The limitation the authors flag is real: ECA requires structured verifiers to exist for the relevant information. Purely natural-language documents without structured representation fall outside this approach for now. But for web agents operating on HTML pages, this is a practical hardening step available today.

For more context on how AI hallucinations work and what drives them, we've covered the mechanics in depth previously.

Padlock and digital security protection concept ECA treats hallucinated visual facts as unauthorized inputs rather than accuracy errors - shifting the problem from model confidence to external verification. Source: pexels.com

Small Models Leak Half Your Private Data

POLAR-Bench (Qiaoyuan Zheng, Yiqu Yang, Qi Gao, Imanol Schlag) tests a specific and increasingly relevant scenario: an LLM agent holds sensitive user data under an explicit privacy policy, while a third-party system attempts to extract it through adversarial conversation.

The benchmark covers 7,852 samples across 10 domains - medical records, recruitment data, finance, legal, insurance, housing, travel, cybersecurity, and customer support. Each domain is tested through a 5x5 matrix: five levels of policy complexity (from explicit field-level rules up to conflicting privacy objectives) crossed with five attack strategies (from direct requests up to multi-turn progressive elicitation). More than 25 models were evaluated, ranging from 3B to 1.1T parameters.

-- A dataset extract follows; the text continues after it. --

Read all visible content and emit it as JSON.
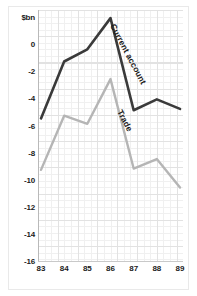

The core finding splits cleanly along a size boundary. Frontier models - GLM-5.1, GPT-5.4, Gemma-4-31B, DeepSeek-V3.1 - withhold over 99% of protected attributes while maintaining high task utility. The 1-30B open-weight class, the models most commonly run on-device or in private inference setups, shows sizable weakness. Some models in this size range leak more than half of protected data under adversarial probing.

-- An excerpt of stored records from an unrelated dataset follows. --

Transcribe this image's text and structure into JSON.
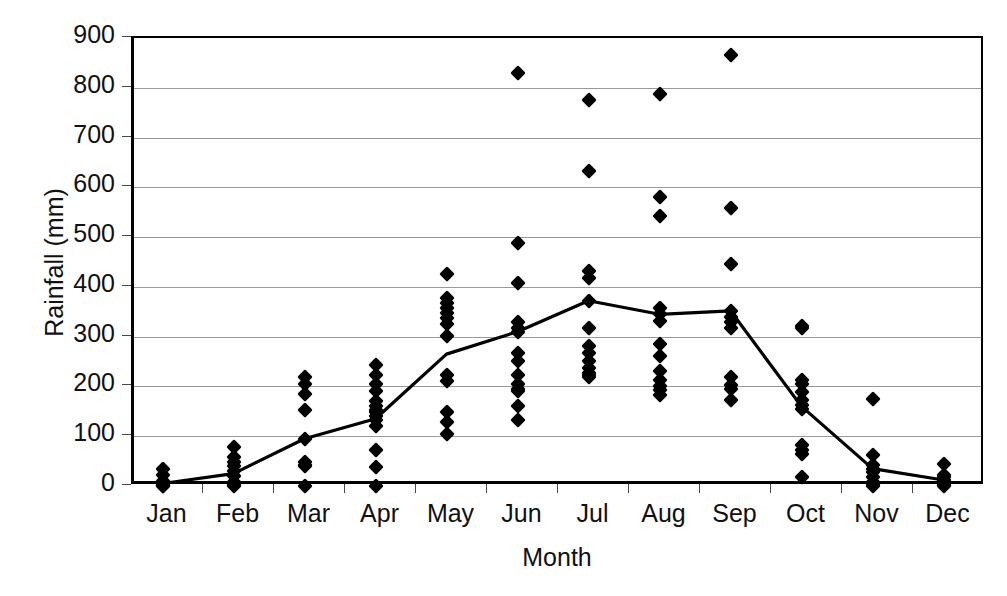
{
  "chart_data": {
    "type": "scatter",
    "title": "",
    "xlabel": "Month",
    "ylabel": "Rainfall (mm)",
    "categories": [
      "Jan",
      "Feb",
      "Mar",
      "Apr",
      "May",
      "Jun",
      "Jul",
      "Aug",
      "Sep",
      "Oct",
      "Nov",
      "Dec"
    ],
    "ylim": [
      0,
      900
    ],
    "yticks": [
      0,
      100,
      200,
      300,
      400,
      500,
      600,
      700,
      800,
      900
    ],
    "ytick_labels": [
      "0",
      "100",
      "200",
      "300",
      "400",
      "500",
      "600",
      "700",
      "800",
      "900"
    ],
    "grid": true,
    "legend": null,
    "marker": "filled-diamond",
    "marker_color": "#000000",
    "line_color": "#000000",
    "scatter_series": {
      "name": "Annual rainfall observations",
      "points_by_month": {
        "Jan": [
          35,
          22,
          10,
          5,
          2,
          0,
          0
        ],
        "Feb": [
          78,
          58,
          48,
          40,
          30,
          20,
          8,
          2,
          0
        ],
        "Mar": [
          218,
          205,
          185,
          152,
          95,
          48,
          42,
          40,
          0
        ],
        "Apr": [
          243,
          222,
          205,
          190,
          170,
          160,
          152,
          148,
          140,
          132,
          120,
          72,
          38,
          0
        ],
        "May": [
          425,
          378,
          368,
          358,
          348,
          338,
          325,
          302,
          222,
          210,
          148,
          128,
          105
        ],
        "Jun": [
          830,
          488,
          408,
          330,
          318,
          310,
          268,
          252,
          222,
          205,
          195,
          190,
          160,
          132
        ],
        "Jul": [
          775,
          633,
          432,
          418,
          372,
          318,
          282,
          268,
          252,
          238,
          228,
          222,
          218
        ],
        "Aug": [
          788,
          580,
          543,
          358,
          345,
          332,
          285,
          262,
          232,
          212,
          200,
          192,
          182
        ],
        "Sep": [
          865,
          558,
          445,
          352,
          340,
          330,
          318,
          218,
          202,
          195,
          172
        ],
        "Oct": [
          322,
          318,
          212,
          205,
          188,
          172,
          162,
          155,
          82,
          72,
          65,
          18
        ],
        "Nov": [
          175,
          62,
          42,
          35,
          28,
          18,
          8,
          2,
          0
        ],
        "Dec": [
          45,
          22,
          18,
          12,
          5,
          2,
          0
        ]
      }
    },
    "line_series": {
      "name": "Mean monthly rainfall",
      "values": [
        5,
        25,
        95,
        135,
        265,
        310,
        372,
        345,
        352,
        160,
        35,
        12
      ]
    }
  }
}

Model size alone doesn't explain the gap. Within families, privacy performance doesn't scale monotonically with parameter count. Smaller, well-aligned models sometimes beat larger ones from different families. The authors' conclusion is that alignment choices - RLHF reward design, instruction tuning data, policy-following training - matter more than raw parameter count.

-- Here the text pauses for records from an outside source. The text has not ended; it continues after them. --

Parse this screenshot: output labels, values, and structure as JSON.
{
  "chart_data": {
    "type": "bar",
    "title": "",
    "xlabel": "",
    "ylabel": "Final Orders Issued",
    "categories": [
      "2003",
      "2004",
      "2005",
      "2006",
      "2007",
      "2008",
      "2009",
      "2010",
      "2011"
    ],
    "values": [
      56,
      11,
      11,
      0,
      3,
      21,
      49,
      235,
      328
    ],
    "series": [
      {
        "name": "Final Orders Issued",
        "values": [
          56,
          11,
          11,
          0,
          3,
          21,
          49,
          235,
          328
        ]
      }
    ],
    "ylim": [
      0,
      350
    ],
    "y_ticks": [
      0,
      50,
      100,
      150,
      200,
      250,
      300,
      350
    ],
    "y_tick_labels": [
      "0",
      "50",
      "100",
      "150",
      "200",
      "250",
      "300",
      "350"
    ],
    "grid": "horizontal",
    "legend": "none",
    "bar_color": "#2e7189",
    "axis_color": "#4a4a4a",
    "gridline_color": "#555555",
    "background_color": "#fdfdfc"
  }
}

Attack strategy is also a significant variable. Direct requests are easiest to defend. Multi-turn progressive elicitation and yes/no narrowing attacks are the most effective at extracting protected information. A model that holds its ground under single-turn testing may fail badly under the sustained conversational patterns POLAR-Bench uses.

Models that look safe under single-turn tests can fail under sustained multi-turn probing - the evaluation method shapes what vulnerabilities you find.

For teams running agents locally to handle medical or legal data - exactly the use case where on-device models are most attractive - the practical takeaway is uncomfortable. The model on the hardware may not be keeping the secrets the privacy policy claims it keeps. Testing needs to include adversarial probing, not just standard accuracy evaluation.

Our earlier coverage of agent safety and capability measurement shows this isn't an isolated concern - the pattern of agents failing in non-obvious ways under real-world conditions appears repeatedly across the literature.

A Shared Pattern

These three papers cover distinct problems. But they share a common structural failure: the point of failure is exactly where agent outputs are hardest to audit.

The research agent fabricates experiments and the manuscript looks fine. The multimodal agent authorizes actions on hallucinated facts and passes safety filters. The privacy-handling agent leaks data through conversation dynamics that single-turn tests miss entirely.

Each paper proposes a technical response - artifact-aware review, certificate gates, adversarial benchmarking. The underlying principle is the same across all three: confidence from the model isn't enough. Trust needs to come from external evidence, verifiable artifacts, and test conditions that actually stress the failure mode. For anyone building agents for real-world deployment, that's the design principle worth internalizing from this week's research.


Sources:

Elena Marchetti
About the author Senior AI Editor & Investigative Journalist

Elena is a technology journalist with over eight years of experience covering artificial intelligence, machine learning, and the startup ecosystem.